Tuesday, December 30, 2014

Listening Past Loneliness

Today was a step forward in playing with one another.  It is a terribly preoccupying thing for a musician; to play together means to be truly listening and understanding.  In some ways, it is a measure of overcoming that impossible reality in life, loneliness.  Is there someone who understands me, is there someone I can trust?  And to what extent can that be true?  To the degree that each of us is truly unique, it is difficult to find an understanding of one another.  But if two people can find an understanding of time and pitch and all the characters and colors that come from it, something has been overcome, some unity in the face of nature's diversity.  It is a sense of comfort to come so close to others.  One must allow a certain degree of vulnerability to share such a space; to be willing to be understood and to understand at the same time.  There is no end to searching for it.  It can feel as simple and as good as tapping one's foot in time to a recording, or singing with others; and can become as complicated as coordinating oneself to perform the fine motor skills required to play an orchestral instrument expressively and sensitively with seventy other people.

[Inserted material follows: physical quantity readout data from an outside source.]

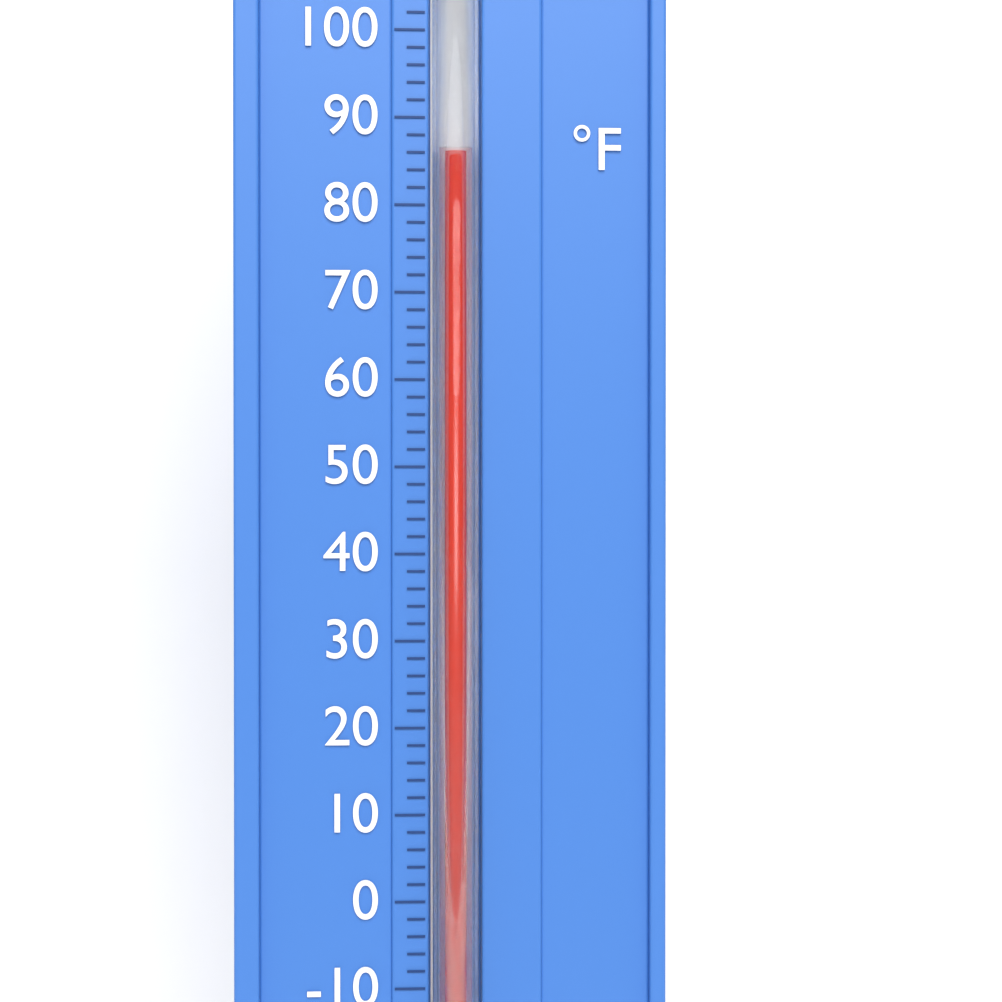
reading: 86 °F
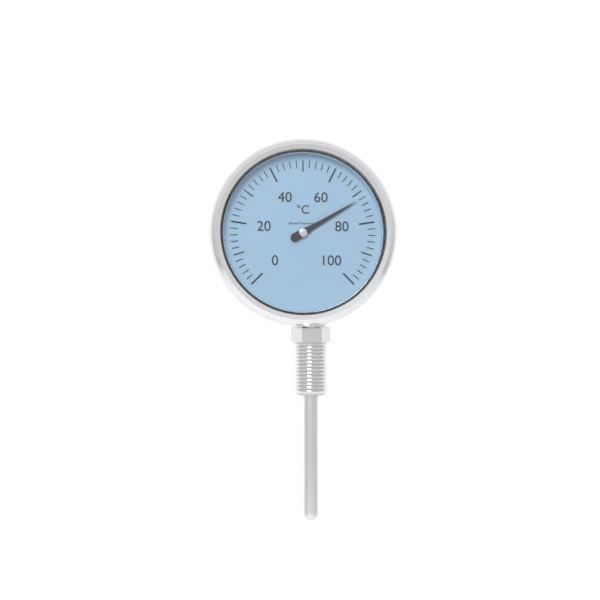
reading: 72 °C
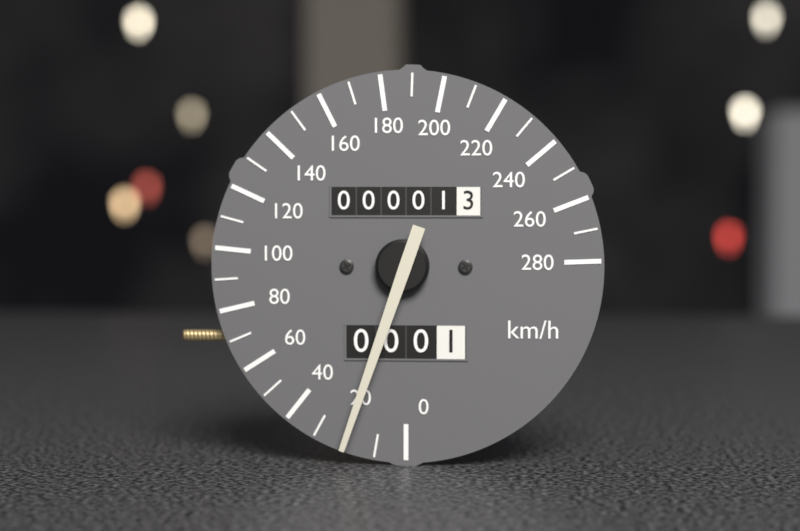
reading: 20 km/h
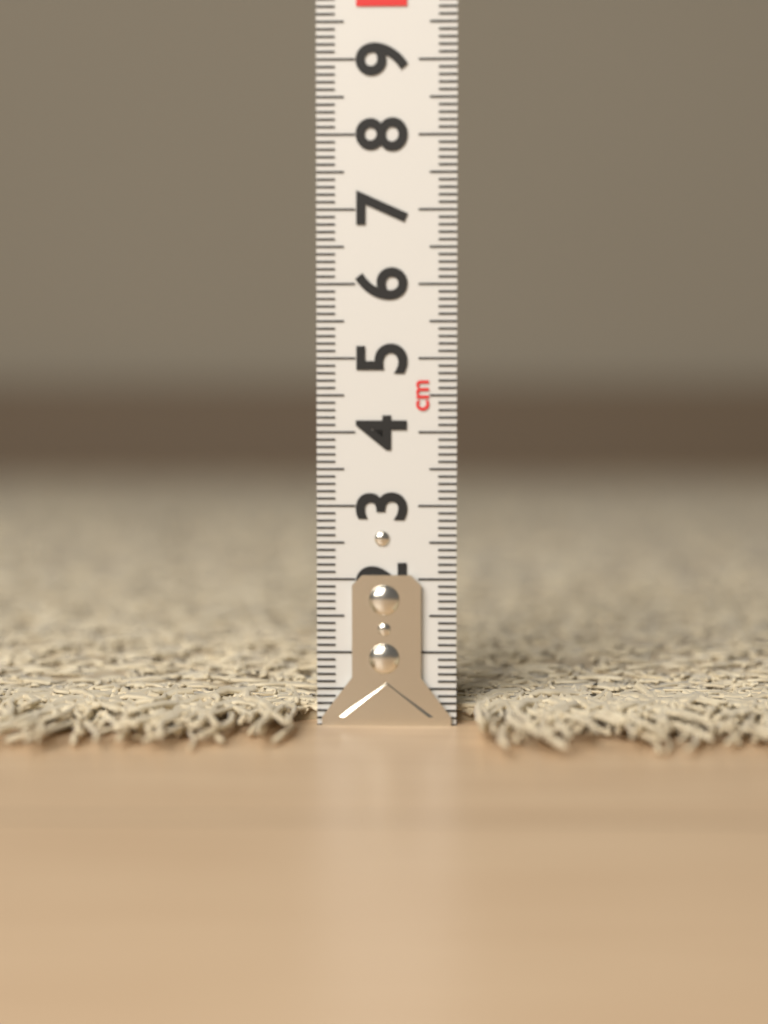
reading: 0.7 cm
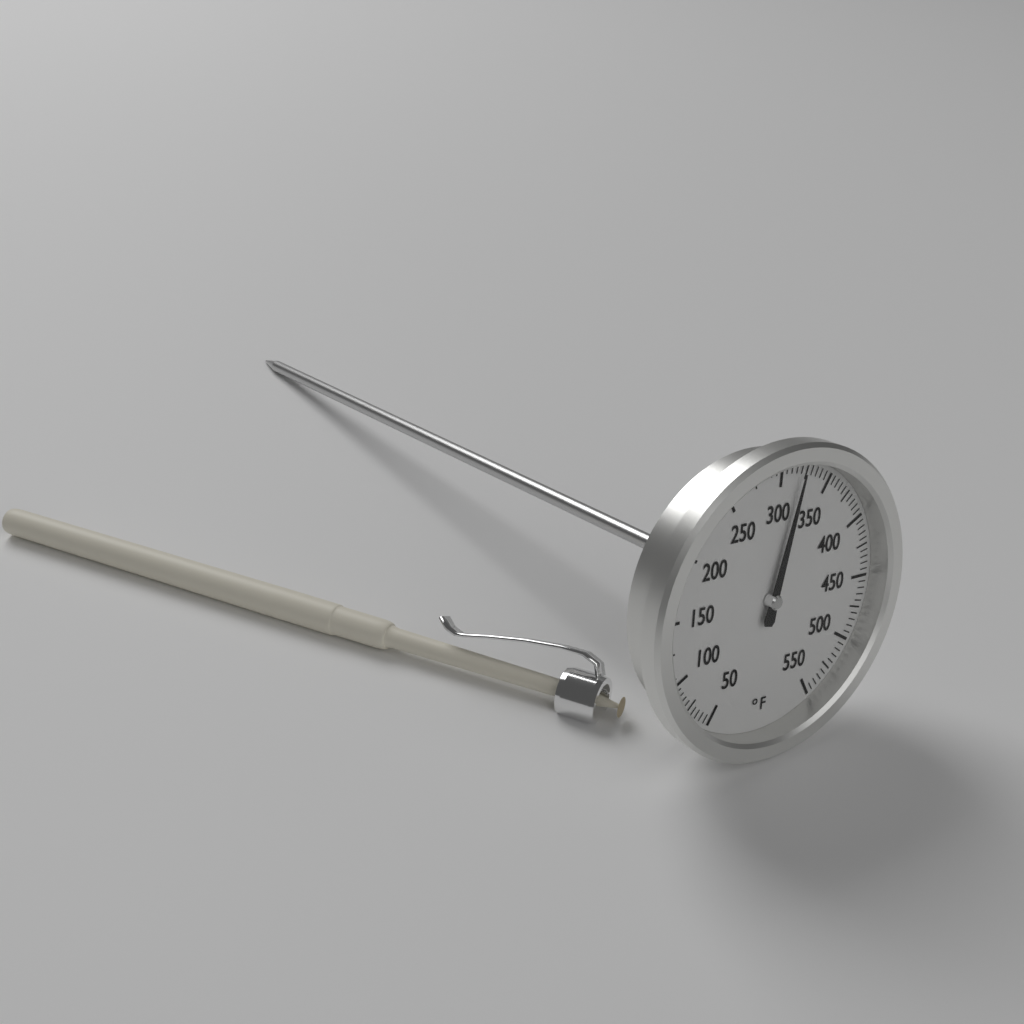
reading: 320 °F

And that such a thing can be taught and refined seems a miracle.  Today, in my desire to understand the components of yesterday's wanting, I discovered a new focus, that of the concertmaster's sense of time.  Each person has a unique way of anticipating and reacting to events in time, and one can observe another and become better at assessing how they do so.  Our concertmaster plays very close to his own cues, but quite late to the conductor's.  This is a unique expression of time that isn't shared by everyone, but can be learned if one is willing to see it and accept it.  But in order to make use of the information, it is also important to know one's own sense of anticipation and reaction, something that would seem inherent, but isn't necessarily so.  How does my sense of time fit with another's?  How does my sense of perception and reaction work with another's?  Coming to know oneself, coming to know another, practicing respect of both so that one can clearly see what is there and approach it and play with it.  Is it possible to overcome the barrier of self?  I think there are moments.